Go Language Goroutines: Difference between revisions
Line 22: | Line 22: | ||
Any function invocation can be used: <code>go fmt.Printf("something")</code>. | Any function invocation can be used: <code>go fmt.Printf("something")</code>. | ||
Note that this '''schedules''' a goroutine. It is not determined when it will be actually executed. | Note that this syntax only '''schedules''' a goroutine. It is not determined when it will be actually executed. | ||
<font color=darkkhaki>what happens with the result of the function?</font> | <font color=darkkhaki>what happens with the result of the function?</font> |
Revision as of 02:21, 1 September 2023
Internal
Overview
A goroutine is a Go thread. Many goroutines execute within a single O/S thread, the main thread?. From the O/S point of view, only one thread is scheduled. The goroutine schedule is done by the Go runtime scheduler. The Go runtime scheduler uses a logical processor. The goroutines scheduled on a logical processor are executing concurrently, not |in parallel. However, it is possible to have more than one logical processor, each logical processors can be mapped onto an O/S thread, which may be scheduled to work on different cores.
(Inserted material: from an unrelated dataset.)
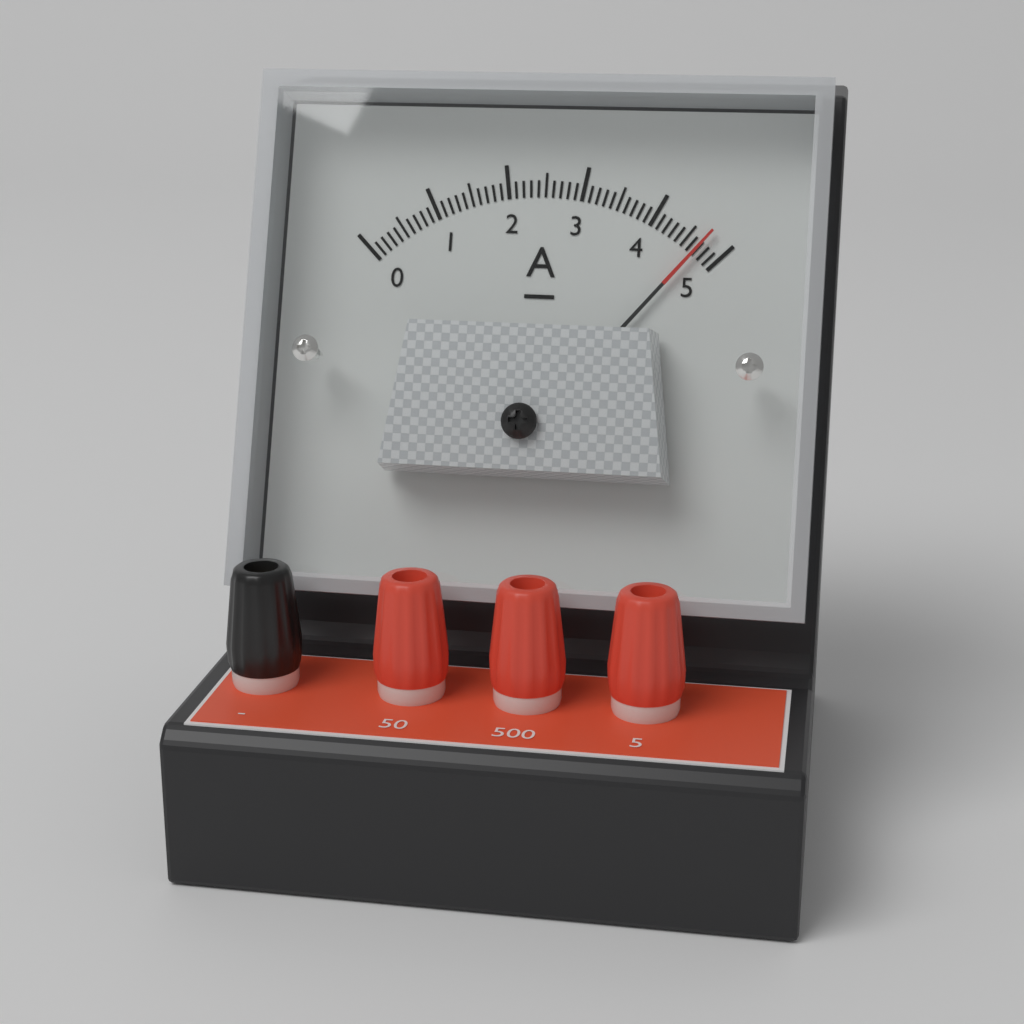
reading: 4.7 A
In this case, things may become parallel.
A goroutine is always created automatically, to run the main()
function.
Creation and Invocation
To explicitly create a goroutine and schedule it, use the go
keyword, by providing a function invocation.
func somefunc(i int) {
...
}
...
go somefunc(10)
Any function invocation can be used: go fmt.Printf("something")
.
Note that this syntax only schedules a goroutine. It is not determined when it will be actually executed.
what happens with the result of the function?
Exiting
A goroutine exits when the code is complete.
When the main
goroutine is complete, all other goroutines are forced to exit. It is said that those goroutines exit early.